Elasti-Girl appears the least freakish of the bunch-- a lovely woman in control of her powers-- but she starts as the shrinking violet, not just in powers but in personality. Drake could have easily subjugated Rita Farr into Sue Storm, who, you may remember, always turned invisible to avoid threats and was constantly treated as "just a woman," not only by her fellow teammates but by the guy writing the script, as well. Not so with Rita, however; she quickly becomes the most useful member of the team. While Cliff and Larry bicker or come up short, Rita gets the job done, time and again, quickly mastering her "Attack of the 50 Ft Woman" powers, and her Incredible Shrinking abilities. Indeed, something quite surprising is the sheer amount of phallic imagery concerning Elasti-Girl-- so many missiles end up looking like stand-in gentleman vegetables, swung around by a titanic woman! I guess it's fitting when the only girl on the team is the most macho member, leaping into the action every time, kicking the crap out of giant robots and other infernal monsters.

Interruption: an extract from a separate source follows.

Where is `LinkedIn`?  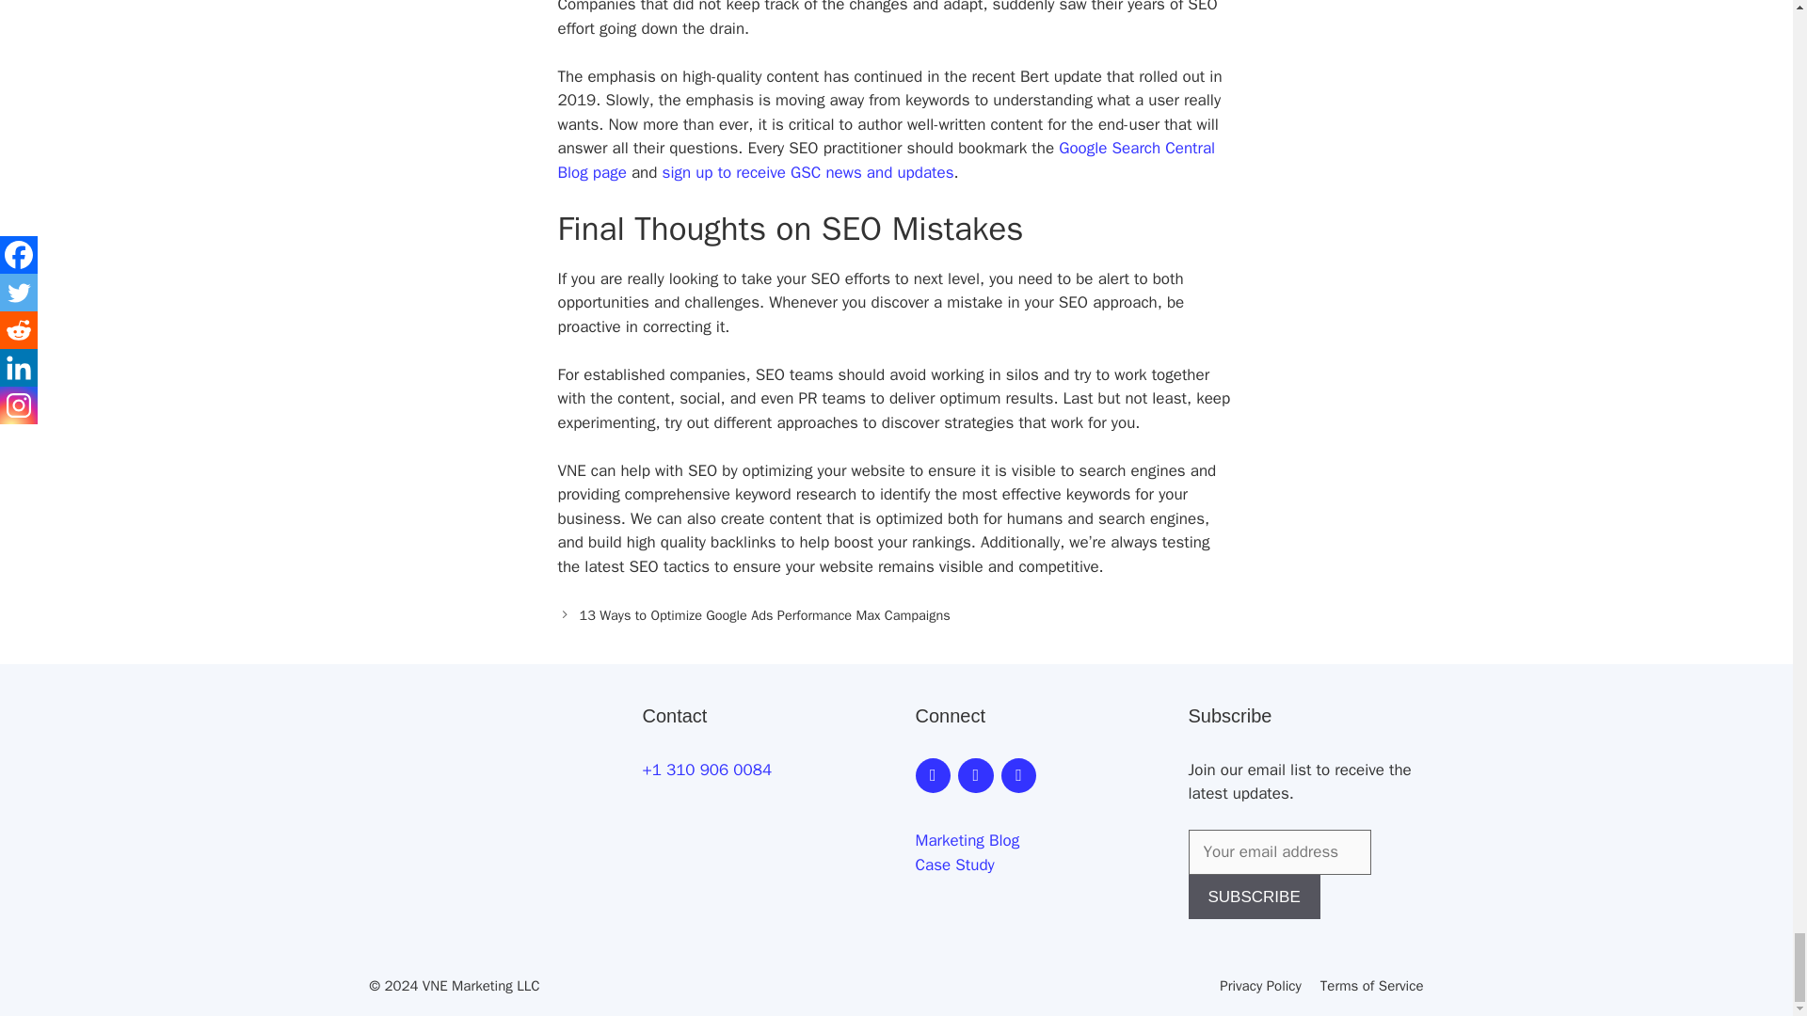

In fact, Freud would have the time of his life reading this comic. What is Robotman's predicament, after all, if not the ultimate form of penis envy? And Negative Man is permanently radioactive, unable to please a woman-- and that's doubled when he becomes jealous of his own negative being, the one who gets to join the fray while the helpless Larry Trainor looks on, weak as a kitten! Don't forget the Chief, either, who's dysfunctional below the waist and turns his attention instead toward building crazy machinery and assembling teams of superheroic misfits. It's probably no surprise all three of them were in love with Elast-Girl in some way. Man, you could write a thesis on these guys.

Yes, it took me a few weeks to work my way through the volume (and a considerably longer while to write the post), but I wanted to savor it.  Showcase Presents Doom Patrol is that fine fat cigar you don't want to end-- and one that leaves you feeling sublimely lightheaded when you finish it.



If you're still not convinced, and need more Doom Patrol madness to win you over, look no further than Matt Fraction's multiple, lovely Arnold Drake tribute posts, "Everything I Needed to Learn about Comics I Learned from Arnold Drake," which start here and go on for a few pages. The panels he shows from later issues have me praying for another Showcase.  Jesus! Allah! Buddha! Bring me another!